Any Given Sunday
Oliver Stone's football fantasy is in some ways a locker-room rendition of
All About Eve. Dennis Quaid plays the loyal, aging quarterback, Jamie
Foxx is his cocky understudy, and holding the team (the fictitious Miami
Sharks, ostensibly fashioned after the NFL's notorious bad boys, the Oakland
Raiders) together is Al Pacino as the old-school coach. Shades of Pete Carroll:
the team struggles to make the playoffs and the coach's leadership is
challenged, both on the sidelines by the flashy upstart QB and from above by
the franchise's brassy new owner (a wonderfully bitchy Cameron Diaz).

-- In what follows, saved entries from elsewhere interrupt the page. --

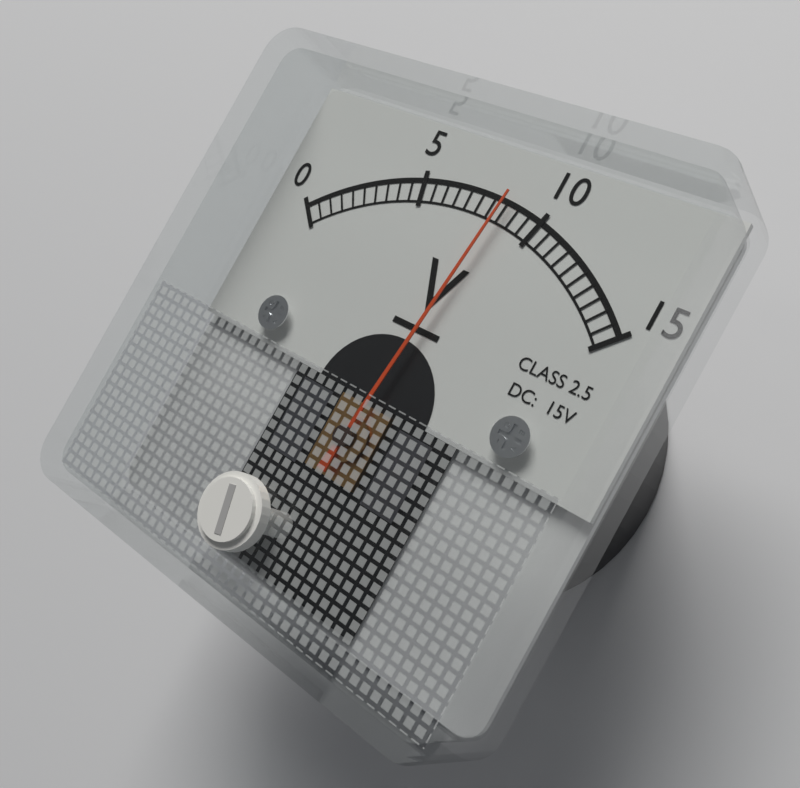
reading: 8.5 V
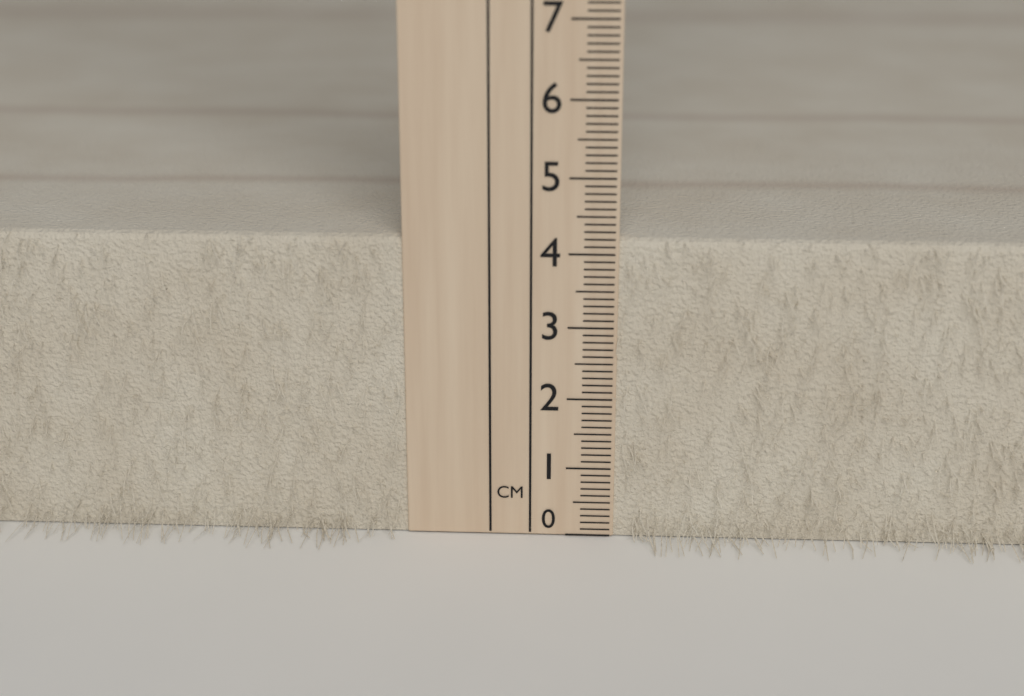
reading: 4.2 cm
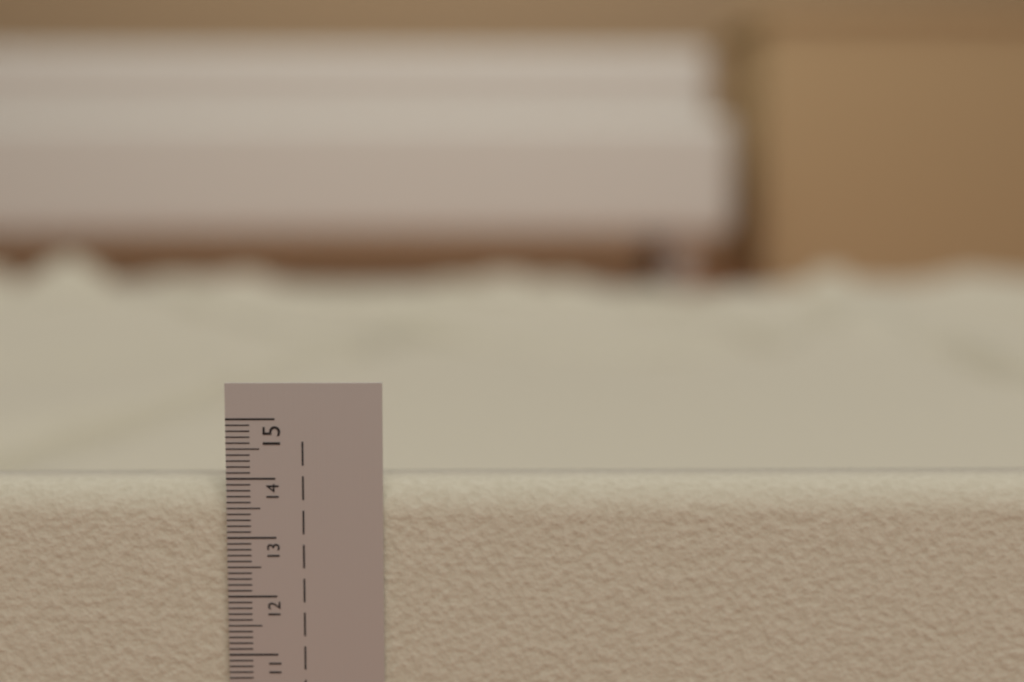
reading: 13.9 cm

Stone, for all his frenetic edginess, does a decent job of forging credible
relationships among the leads -- though Quaid's QB uncharacteristically steps
outside his persona to fuel the plot trappings. Foxx demonstrates a surprising
range, and Pacino brilliantly toggles between tenacious warrior and beleaguered
once-was. The ensemble supporting cast boasts a who's who of Hall of Famers
including Jim Brown, Lawrence Taylor, and Johnny Unitas. Stone indulges too
much of his nauseatingly grandiloquent editing style, which takes some of the
zip off the gridiron action. But if Any Given Sunday isn't quite in the
same league as North Dallas Forty or The Longest Yard, it's good
pigskin entertainment. Be sure to stick around for the credits; that's when the
film goes into OT and delivers the kicker. At the Harbour Mall, Showcase,
Starcase, Tri-Boro, and Woonsocket cinemas.